Apple to go 1080p HD?

Posted on Monday, August 04 2008 @ 23:34 CEST by Thomas De Maesschalck
Rumour has it that Apple may soon roll out H.264 hardware support to its entire line of computers. Robert X. Cringely says this will be an expensive move but he believes Apple's plan might be to take command of the 1080p video market via iTunes:
Cringely continues, "Here's what I THINK Apple is about to do. I reported more than a year ago and repeated in this year's predictions that Apple would be adding H.264 hardware support to its entire line of computers. The chip they are adding comes from NTT in Japan and was developed in cooperation with Japanese broadcaster NHK. The chips began sampling a year ago and should now be available in volume, though Apple may be paying as much as $50 each for early production."

"The NTT chip is not just an H.264 decoder, it encodes, too, which is what makes it so special. The last I heard NHK was claiming the chip could compress a 1080p video and audio stream into four megabits per second, down from the 20 megabits normally required. If we assume Apple will apply the same kind of wink-wink, nudge-nudge transcoding to 1080p that they've already applied to 720p in the Apple TV, then it is within reason to expect they'll claim to distribute 1080p over iTunes in two megabits per second," Cringely writes.
Cringely believes this might be the future product transition that might impact margins that Apple CFO Peter Oppenheimer referred to during the firm's latest quarterly conference call.

While Cringely believes Apple's secret product transition is all about 1080p HD video others believe it might be the case that Apple will adopt NVIDIA chipsets for its Mac computer lineup.


About the Author

Thomas De Maesschalck

Thomas has been messing with computer since early childhood and firmly believes the Internet is the best thing since sliced bread. Enjoys playing with new tech, is fascinated by science, and passionate about financial markets. When not behind a computer, he can be found with running shoes on or lifting heavy weights in the weight room.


▶ _Aim of the exercise_
Where does the string "arrow" occur in the records? Copy each line that holds it.

───── Records for this exercise

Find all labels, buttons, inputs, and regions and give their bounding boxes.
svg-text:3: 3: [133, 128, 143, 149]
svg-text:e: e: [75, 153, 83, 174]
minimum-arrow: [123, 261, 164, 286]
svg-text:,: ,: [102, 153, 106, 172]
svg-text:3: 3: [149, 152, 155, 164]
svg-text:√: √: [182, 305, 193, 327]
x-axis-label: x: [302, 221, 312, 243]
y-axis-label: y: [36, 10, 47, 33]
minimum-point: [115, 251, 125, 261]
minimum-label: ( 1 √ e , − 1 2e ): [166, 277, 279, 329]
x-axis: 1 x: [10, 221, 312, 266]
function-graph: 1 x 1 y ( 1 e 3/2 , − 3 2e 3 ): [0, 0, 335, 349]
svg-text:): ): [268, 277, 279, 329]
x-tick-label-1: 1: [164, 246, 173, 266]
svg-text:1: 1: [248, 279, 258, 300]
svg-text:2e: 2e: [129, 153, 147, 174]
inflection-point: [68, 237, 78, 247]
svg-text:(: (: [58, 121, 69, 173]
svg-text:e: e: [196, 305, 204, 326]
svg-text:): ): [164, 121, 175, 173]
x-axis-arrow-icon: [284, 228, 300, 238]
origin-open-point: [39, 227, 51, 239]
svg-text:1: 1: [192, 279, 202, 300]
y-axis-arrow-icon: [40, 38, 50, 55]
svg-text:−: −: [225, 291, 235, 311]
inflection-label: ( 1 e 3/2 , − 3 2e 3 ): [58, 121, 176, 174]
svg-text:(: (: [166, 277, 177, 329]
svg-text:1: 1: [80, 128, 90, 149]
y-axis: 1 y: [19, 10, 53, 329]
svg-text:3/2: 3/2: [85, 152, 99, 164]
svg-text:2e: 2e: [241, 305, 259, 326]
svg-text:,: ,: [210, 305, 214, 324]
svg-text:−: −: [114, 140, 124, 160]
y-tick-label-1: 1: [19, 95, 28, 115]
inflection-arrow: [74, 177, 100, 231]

──────────

▶ _Solution to the exercise_
minimum-arrow: [123, 261, 164, 286]
x-axis-arrow-icon: [284, 228, 300, 238]
y-axis-arrow-icon: [40, 38, 50, 55]
inflection-arrow: [74, 177, 100, 231]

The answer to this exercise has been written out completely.